A seventeen-year-old taking songs off a CD and making them available to the whole world over a P2P network is another. Likewise what goes on in China--where pirated copies of movies, music, and software are sold by the millions.

The key question is this: is the distribution scheme authorized by the party who owns the copyright? If yes, then its OK. If no, then it's stealing.

mythago | September 23, 2005 11:48 AM

Google's just another publisher

Exactly. Much as I love Google--and I have dear friends who work there--it really has the mentality that "don't be evil" means everybody should just trust them to do the right thing.

Jim | September 23, 2005 01:04 PM

"The Creative Commons, while it stops short of outright copyright infringement, clearly wants to *discourage* people from retaining rights to creative content. Their idea seems to be that all music, literature, art, etc., should be a big communal soup or sorts"



The creative commons is trying to etablish a copyright system where the author can instill certain permissions automatically in the copyright statement. ie: do what you want with it as long as it's non-commercial and you provide a link back to the author. It is not trying to get rid of copyright.



see http://creativecommons.org/



Now the people behind the creative commons Prof. Lawrence Lessig (http://www.lessig.org) among others belive that rights of the author, copyright, need to be balanced with the needs of the public. The most famous example is Disney and their blantat use of the public domain; and it's continual efforts to get congress to keep extending the copyright span to protect Micky Mouse.



Richard Stallman is almost another issue entirely. He is primarly concerend with software patents.



Jim

Jim | September 23, 2005 01:05 PM

heh sorry about that too many line breaks. Is there any way to go back and edit?

Jim

Steve Eley | September 23, 2005 06:04 PM

I feel a need to comment on the Creative Commons thing. My podcast releases on a CC attribution-noncommercial-noderivatives license. This is not some bold philosophical statement on my part; it's a practical legal shorthand. I'm giving away my content and relying on donations (which is working, BTW) so my goal is to get my audio files disseminated as widely and as rapidly as possible. I want people to copy my content.

What I don't want, however, is for people to plagiarize or substantially alter the content. Not only would this annoy me, it'd violate the rights of the authors whose stories I'm narrating. I only buy nonexclusive audio rights from them; I don't have the right to create derivative works other than a straight narration, so I can't give anyone else those rights either. And I also don't want others making money off the content. Not because it's unfair to me, but because it's unfair to the authors I've contracted with.

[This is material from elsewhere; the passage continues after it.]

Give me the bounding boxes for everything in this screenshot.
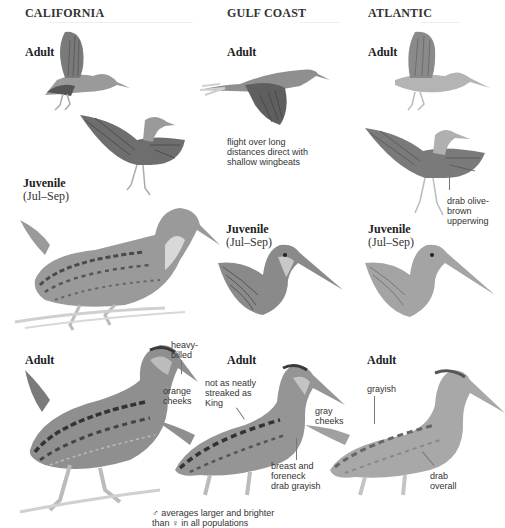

Now I could stick a tag on every file and an explanation in every podcast explaining in detail everything I've said above; or I could just link to the proper Creative Commons license, which makes it a whole lot clearer and has boilerplate thinking it out more deeply than I could. I use this CC license because it suits my needs perfectly and saves me time communicating to my audience what they're allowed and not allowed to do with my sound files.

It's got nothing to do with the public good or theories of art or what "information wants." It's got everything to do with what's convenient for my content.

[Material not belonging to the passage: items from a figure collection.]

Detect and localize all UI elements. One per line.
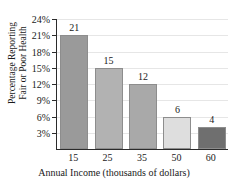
y-axis-tick-label: 18%	[32, 46, 50, 57]
bar-value-label: 21	[60, 22, 88, 33]
x-axis-line	[56, 149, 228, 150]
bar-series: 21151264	[57, 19, 228, 149]
bar-value-label: 15	[95, 55, 123, 66]
bar-group: 12	[129, 19, 157, 149]
y-axis-tick-label: 3%	[37, 127, 50, 138]
x-axis-title: Annual Income (thousands of dollars)	[0, 167, 228, 178]
plot-area: 3%6%9%12%15%18%21%24% 21151264	[56, 19, 228, 149]
bar-chart: Percentage Reporting Fair or Poor Health…	[0, 0, 228, 184]
bar	[129, 84, 157, 149]
y-axis-title: Percentage Reporting Fair or Poor Health	[7, 0, 29, 129]
bar	[60, 35, 88, 149]
y-axis-tick-label: 12%	[32, 79, 50, 90]
bar-group: 6	[163, 19, 191, 149]
y-axis-tick-label: 24%	[32, 14, 50, 25]
y-axis-title-line-2: Fair or Poor Health	[18, 0, 29, 129]
y-axis-tick-label: 21%	[32, 30, 50, 41]
x-axis-tick-label: 60	[191, 152, 228, 163]
y-axis-tick-label: 9%	[37, 95, 50, 106]
y-axis-tick-label: 6%	[37, 111, 50, 122]
bar-value-label: 4	[198, 114, 226, 125]
bar-value-label: 12	[129, 71, 157, 82]
bar-group: 21	[60, 19, 88, 149]
bar-group: 4	[198, 19, 226, 149]
bar	[163, 117, 191, 150]
bar-group: 15	[95, 19, 123, 149]
bar-value-label: 6	[163, 104, 191, 115]
bar	[95, 68, 123, 149]
y-axis-title-line-1: Percentage Reporting	[7, 0, 18, 129]
bar	[198, 127, 226, 149]
y-axis-tick-label: 15%	[32, 62, 50, 73]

And I do my best to explain that every chance I get, because I get sick of every discussion about CC going up into the clouds and into socioteleological theory or whatever it is, and divorcing itself completely from any notion that it could be practical for someone.

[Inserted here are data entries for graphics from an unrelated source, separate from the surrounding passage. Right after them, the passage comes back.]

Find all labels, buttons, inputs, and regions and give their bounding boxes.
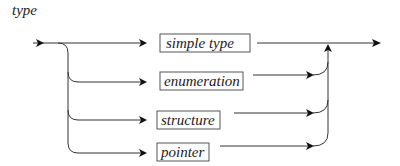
alt-label: structure xyxy=(161,112,215,128)
left-branch xyxy=(58,43,147,157)
alt-simple-type: simple type xyxy=(160,34,250,52)
right-merge xyxy=(220,39,381,150)
alt-label: enumeration xyxy=(164,73,240,89)
alt-pointer: pointer xyxy=(157,143,209,161)
syntax-diagram: simple type enumeration structure pointe… xyxy=(0,0,400,166)
alt-label: pointer xyxy=(160,144,204,160)
alt-label: simple type xyxy=(166,35,234,51)
entry-path xyxy=(33,39,147,47)
alt-structure: structure xyxy=(157,111,220,129)
alt-enumeration: enumeration xyxy=(160,72,243,90)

stacy | September 27, 2005 10:15 PM

Just saw this. One amusing thing -- sometimes, digital indexing can be a big help for writers. Last week, Amazon's Search Inside feature turned up a copy of an essay of mine in a book I had no idea had run it. They certainly didn't legally obtain the copyright to use it. Now I have the option of pursuing that if I want to; without Amazon's search, I probably never would have known about the infringement. With reasonable protections in place to preview viewing of long works in their entirety, I'd cheerfully and gratefully sign on the dotted line to let Google, Amazon, etc index all my stuff.